God’s Grace: A Promise to Us All – Genesis 8:20-22

Though Noah had evidence that indicated that the waters had subsided, we find that in Genesis 8 he still waits on God to give the instruction to leave the ark. Once God’s command comes to do so, Noah, his family, and all the animals carried on the ark disembarked. Immediately after that, we see in verse 20 that Noah builds an altar and worships God. In response, God gives us an incredible promise.

Then Noah built an altar to the Lord and took some of every clean animal and some of every clean bird and offered burnt offerings on the altar. And when the Lord smelled the pleasing aroma, the Lord said in his heart, “I will never again curse the ground because of man, for the intention of man’s heart is evil from his youth. Neither will I ever again strike down every living creature as I have done. While the earth remains, seedtime and harvest, cold and heat, summer and winter, day and night, shall not cease.”

Genesis 8:20-22, ESV

God knew that even though Noah found favor in His sight, that man would still tend towards wickedness. Even Noah would fall prey to sin. Yet, despite that sin, despite that wickedness, God would never level punishment out like He did with the flood. In reality, when God brought the flood, it was a deserved punishment. Yet God chose to save all the rest of mankind through one man: Noah. Sound familiar?

It is often said that there’s a scarlet thread which runs through all the books of the Bible, at least the 66 books that make up the Bible without a particular denomination’s extra books, their Apocrypha. In Genesis we see a prophecy of Christ at the fall, when God tells Even that her offspring will crush the skull of the serpent as it strikes at the heel. Here, we see a foreshadowing of what Jesus would do. Paul wrote eloquently in Romans 5:18-21 how righteousness and salvation comes through one man, Christ Jesus. How God deal with humanity through Noah serves to point us towards Jesus. It reminds us that God can and will save us through the action of the Son of Man, that Jesus is sufficient and up to the task. That is why the Protestant reformation and subsequently Reformed theology insists on solus Christus, Christ alone, as one of the solas as the foundation of our belief.

The promise made through Noah goes beyond the promise not to destroy all life. It goes beyond the promise not to change the earth so that what we understand about the seasons, about day and night, shall not go away. He will not cause this to happen again, and that’s something to rejoice, yes. But of even greater reason to praise God is the foreshadowing, the pointing to Jesus, that He gave us through Noah. Jesus alone is all that’s necessary to save us from our sins. Jesus alone is the only one who can restore us and allow us to be clothed in His righteousness so that we may have eternal life. Jesus alone is enough for us to make it each day in this life. Jesus alone!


(What you need to do): Copy the lines below that contain "price".

-- Opening Marker --

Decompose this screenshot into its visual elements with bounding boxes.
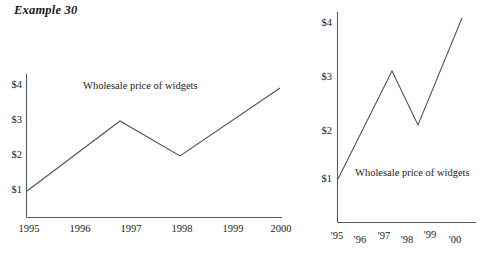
left-ytick-1: $1 bbox=[2, 184, 22, 195]
left-xtick-1996: 1996 bbox=[60, 223, 100, 234]
left-chart-caption: Wholesale price of widgets bbox=[83, 80, 198, 91]
left-xtick-1997: 1997 bbox=[111, 223, 151, 234]
right-ytick-1: $1 bbox=[312, 173, 332, 184]
left-ytick-3: $3 bbox=[2, 114, 22, 125]
right-xtick-00: '00 bbox=[439, 234, 471, 245]
figure-root: Example 30 $4 $3 $2 $1 1995 1996 1997 19… bbox=[0, 0, 483, 254]
right-ytick-3: $3 bbox=[312, 71, 332, 82]
left-ytick-2: $2 bbox=[2, 149, 22, 160]
left-xtick-1995: 1995 bbox=[9, 223, 49, 234]
right-ytick-4: $4 bbox=[312, 17, 332, 28]
left-ytick-4: $4 bbox=[2, 79, 22, 90]
left-xtick-1999: 1999 bbox=[213, 223, 253, 234]
left-xtick-1998: 1998 bbox=[162, 223, 202, 234]
left-series-line bbox=[27, 88, 280, 191]
chart-left: $4 $3 $2 $1 1995 1996 1997 1998 1999 200… bbox=[0, 0, 290, 254]
right-series-line bbox=[338, 18, 462, 179]
chart-left-canvas bbox=[0, 0, 290, 254]
right-chart-caption: Wholesale price of widgets bbox=[355, 167, 470, 178]
right-ytick-2: $2 bbox=[312, 125, 332, 136]
chart-right: $4 $3 $2 $1 '95 '96 '97 '98 '99 '00 Whol… bbox=[290, 0, 483, 254]
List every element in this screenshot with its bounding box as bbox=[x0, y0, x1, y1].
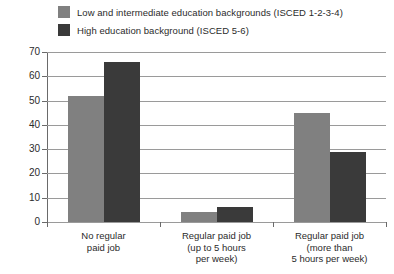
bar-chart: Low and intermediate education backgroun… bbox=[0, 0, 394, 274]
legend-swatch-low-intermediate bbox=[58, 6, 70, 18]
x-axis-category-label: Regular paid job(more than5 hours per we… bbox=[273, 230, 386, 265]
x-axis-category-label: No regularpaid job bbox=[47, 230, 160, 253]
legend-label: High education background (ISCED 5-6) bbox=[77, 25, 249, 36]
y-axis-tick-label: 10 bbox=[2, 193, 40, 203]
bar bbox=[330, 152, 366, 222]
bar bbox=[181, 212, 217, 222]
bar bbox=[294, 113, 330, 222]
x-axis-tick bbox=[386, 222, 387, 227]
bar bbox=[68, 96, 104, 222]
bar bbox=[217, 207, 253, 222]
y-axis-tick-label: 60 bbox=[2, 71, 40, 81]
y-axis-tick-label: 20 bbox=[2, 168, 40, 178]
y-axis-tick-label: 0 bbox=[2, 217, 40, 227]
category-label-line: (more than bbox=[273, 242, 386, 254]
y-axis-tick-label: 30 bbox=[2, 144, 40, 154]
legend-item: Low and intermediate education backgroun… bbox=[58, 3, 388, 21]
category-label-line: per week) bbox=[160, 253, 273, 265]
gridline bbox=[47, 222, 386, 223]
legend-item: High education background (ISCED 5-6) bbox=[58, 21, 388, 39]
y-axis-labels: 706050403020100 bbox=[0, 0, 40, 274]
category-label-line: (up to 5 hours bbox=[160, 242, 273, 254]
x-axis-tick bbox=[273, 222, 274, 227]
category-label-line: Regular paid job bbox=[160, 230, 273, 242]
bar bbox=[104, 62, 140, 222]
bars-layer bbox=[47, 52, 386, 222]
category-label-line: 5 hours per week) bbox=[273, 253, 386, 265]
category-label-line: paid job bbox=[47, 242, 160, 254]
x-axis-category-label: Regular paid job(up to 5 hoursper week) bbox=[160, 230, 273, 265]
y-axis-tick-label: 50 bbox=[2, 96, 40, 106]
x-axis-tick bbox=[47, 222, 48, 227]
category-label-line: Regular paid job bbox=[273, 230, 386, 242]
chart-legend: Low and intermediate education backgroun… bbox=[58, 3, 388, 39]
legend-swatch-high bbox=[58, 24, 70, 36]
legend-label: Low and intermediate education backgroun… bbox=[77, 7, 343, 18]
category-label-line: No regular bbox=[47, 230, 160, 242]
y-axis-tick-label: 70 bbox=[2, 47, 40, 57]
x-axis-tick bbox=[160, 222, 161, 227]
y-axis-tick-label: 40 bbox=[2, 120, 40, 130]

-- Closing Marker --

(Task solution):
left-chart-caption: Wholesale price of widgets bbox=[83, 80, 198, 91]
right-chart-caption: Wholesale price of widgets bbox=[355, 167, 470, 178]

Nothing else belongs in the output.